For All is For Yourself

 

Bee_Install KAG slide
UBC’s Public Art Pollinator Pasture Project will be running a series of events at the Kelowna Art Gallery this summer in conjunction with the gallery show, For All is For Yourself. The opening reception for the show is on Saturday, July 9 from 2 -4 PM.

Cameron installing_web

Cameron Cartier installing For All is For Yourself

The Gallery exhibition For All is For Yourself aims to raise interest and awareness of the plight of native pollinators in British Columbia (and across the country). This collaborative artwork was produced with the support of over 100 individuals across Kelowna, Richmond and Vancouver who assisted in creating the hand-made seed paper that was transformed into the 10,000 bumblebees on the gallery walls. Each bee holds the potential to produce a mini “pollinator pasture” and is a poetic representation of two living earthworks that are developing in Richmond and Kelowna. The show will be up in the Front Space of the Kelowna Art Gallery from June 20 – October 9th 2016.

Dr. Cameron Cartiere, the artist and researcher who created For All is For Yourself will be giving an artist talk on Friday, July 8 7 – 8:30 PM. Dr. Cartiere, who is from Emily Carr University of Art + Design, will talk about the development of the installation, the Richmond and Kelowna Bee Pastures, and how these can contribute to helping our wild bee populations. People are invited to pre-register.

All events are free admission and take place at the Kelowna Art Gallery, 1315 Water St, Kelowna.

Other events this summer include:

Thursday, July 21: Claudette and Eian Lamont Talk 7- 8:30PM
Claudette and her husband, Eian, will share their vast knowledge and experience of over 50 years of beekeeping in the Okanagan. She will share photographs, discuss honeybees, the land and the changing climate they have experienced farming on one site for many years together. Please pre-register at: claudettelamont.eventbrite.ca

Sunday, August 21: Bees Live Here- Family Sunday Event at the KAG, 1 – 4 PM
Did you know many bees actually live in the ground? And that healthy garden homes for bees save some special requirements? Let’s make some special signs to mark where we find bee homes in our yards and to let our neighbours and friends know we have Bee Friendly Gardens.

Contact ecoartokanagan@gmail.com for more information or Nancy Holmes at nancy.holmes@ubc.ca .
SPEAKER BIOS:

Dr. Cameron Cartiere is an Associate Professor in the Faculty of Culture + Community at Emily Carr University of Art & Design. She is a practitioner, writer and researcher specializing in public art, curatorial practice, urban renewal, sculpture and sculpture parks. She is the author of RE/Placing Public Art, co-editor of The Practice of Public Art, and co-author of the Manifesto of Possibilities: Commissioning Public Art in the Urban Environment. Her current book (with Martin Zebracki, University of Leeds, UK) is The Everyday Practice of Public Art: Art, Space, and Social Inclusion. Her new SSHRC-funded research, “Public art pollinator pastures: new models of creative community engagement for sustainable environmental impact” is based in Richmond and Kelowna in conjunction with Nancy Holmes of UBC Okanagan. Richmond city partners include the Sustainability Unit, Public Art and Parks departments. Kelowna city partners include the Public Art and Parks departments. The Richmond Pollinator Pasture is located in Bridgeport Industrial Park. The Kelowna Pollinator Pasture is located in Brent’s Grist Mill.

Claudette and Eain Lamont have been beekeepers for nearly 50 years. With 50 – 60 hives, pollination was their main business; honey came second. Eain came to the Okanagan Mission with his family in 1947. His father, John Lamont, planted the first dwarf apple orchard in the Okanagan. Eain studied insects and science at UBC. While in Germany in 1964, he met the Nobel Prize winner Von Frisch who discovered the waggle dance. The Lamont Apiary is located on Westside Road, just before the Lake Okanagan Resort. Eain and his mother, an artist and first curator of the Kelowna Art Gallery, bought the property in 1957.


* [Task to carry out]: Look through the entries below and show every line containing the word "comanagement".

:::

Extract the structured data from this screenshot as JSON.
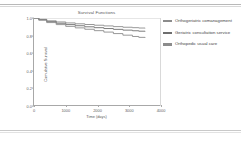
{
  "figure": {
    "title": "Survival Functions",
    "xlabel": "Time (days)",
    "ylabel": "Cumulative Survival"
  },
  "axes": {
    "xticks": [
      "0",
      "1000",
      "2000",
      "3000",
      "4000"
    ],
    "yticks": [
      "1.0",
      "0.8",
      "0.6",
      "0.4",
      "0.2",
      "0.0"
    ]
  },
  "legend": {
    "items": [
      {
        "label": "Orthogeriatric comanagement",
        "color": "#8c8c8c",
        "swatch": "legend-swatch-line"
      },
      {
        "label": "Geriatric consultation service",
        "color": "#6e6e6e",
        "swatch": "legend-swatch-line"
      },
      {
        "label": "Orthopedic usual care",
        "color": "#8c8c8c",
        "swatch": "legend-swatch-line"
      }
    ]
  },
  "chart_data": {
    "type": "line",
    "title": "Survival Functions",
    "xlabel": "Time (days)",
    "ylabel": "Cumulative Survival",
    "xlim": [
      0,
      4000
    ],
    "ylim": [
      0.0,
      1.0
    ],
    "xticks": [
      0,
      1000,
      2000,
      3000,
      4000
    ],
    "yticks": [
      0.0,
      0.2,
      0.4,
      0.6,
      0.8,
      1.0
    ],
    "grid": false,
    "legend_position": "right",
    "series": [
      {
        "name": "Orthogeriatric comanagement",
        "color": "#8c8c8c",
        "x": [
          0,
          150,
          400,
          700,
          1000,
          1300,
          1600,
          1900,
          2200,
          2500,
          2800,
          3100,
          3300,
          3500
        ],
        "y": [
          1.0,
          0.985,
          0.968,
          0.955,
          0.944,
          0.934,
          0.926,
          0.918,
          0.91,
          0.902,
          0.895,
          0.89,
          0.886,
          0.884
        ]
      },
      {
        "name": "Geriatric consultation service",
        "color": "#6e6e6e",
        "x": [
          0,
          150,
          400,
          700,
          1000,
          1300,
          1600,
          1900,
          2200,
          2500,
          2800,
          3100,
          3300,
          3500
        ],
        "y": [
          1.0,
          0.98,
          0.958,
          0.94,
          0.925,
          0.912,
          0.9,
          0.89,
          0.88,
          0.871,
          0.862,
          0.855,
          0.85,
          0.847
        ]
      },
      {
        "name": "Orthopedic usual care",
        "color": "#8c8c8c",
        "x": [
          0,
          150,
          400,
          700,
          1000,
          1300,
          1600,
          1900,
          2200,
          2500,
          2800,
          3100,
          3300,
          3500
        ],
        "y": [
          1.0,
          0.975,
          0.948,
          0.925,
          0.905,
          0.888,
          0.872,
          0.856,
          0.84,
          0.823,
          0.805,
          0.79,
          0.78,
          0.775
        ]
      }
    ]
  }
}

:::

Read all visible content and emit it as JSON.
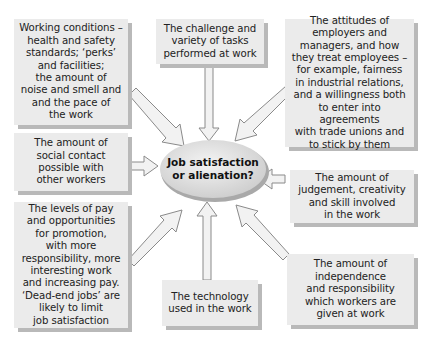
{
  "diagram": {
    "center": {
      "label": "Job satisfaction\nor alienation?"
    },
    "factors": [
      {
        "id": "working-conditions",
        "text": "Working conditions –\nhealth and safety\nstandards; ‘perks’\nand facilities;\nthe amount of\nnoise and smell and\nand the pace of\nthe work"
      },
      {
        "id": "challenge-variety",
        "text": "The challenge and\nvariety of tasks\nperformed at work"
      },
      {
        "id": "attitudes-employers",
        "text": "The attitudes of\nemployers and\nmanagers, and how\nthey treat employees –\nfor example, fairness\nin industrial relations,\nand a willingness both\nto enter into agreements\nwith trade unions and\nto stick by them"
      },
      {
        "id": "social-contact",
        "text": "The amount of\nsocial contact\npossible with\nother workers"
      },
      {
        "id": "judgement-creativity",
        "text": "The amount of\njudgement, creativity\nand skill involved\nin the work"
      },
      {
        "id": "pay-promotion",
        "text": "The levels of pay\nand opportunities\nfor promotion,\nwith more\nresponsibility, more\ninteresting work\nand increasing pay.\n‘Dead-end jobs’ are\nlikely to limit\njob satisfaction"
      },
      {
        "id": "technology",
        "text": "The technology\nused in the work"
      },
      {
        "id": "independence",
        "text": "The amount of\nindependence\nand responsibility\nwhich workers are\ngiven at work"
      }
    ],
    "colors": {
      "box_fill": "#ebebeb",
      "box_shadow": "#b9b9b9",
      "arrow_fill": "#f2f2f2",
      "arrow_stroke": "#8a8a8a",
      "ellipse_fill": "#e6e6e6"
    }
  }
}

:::

* [Answer to this task]:
        "label": "Orthogeriatric comanagement",
        "name": "Orthogeriatric comanagement",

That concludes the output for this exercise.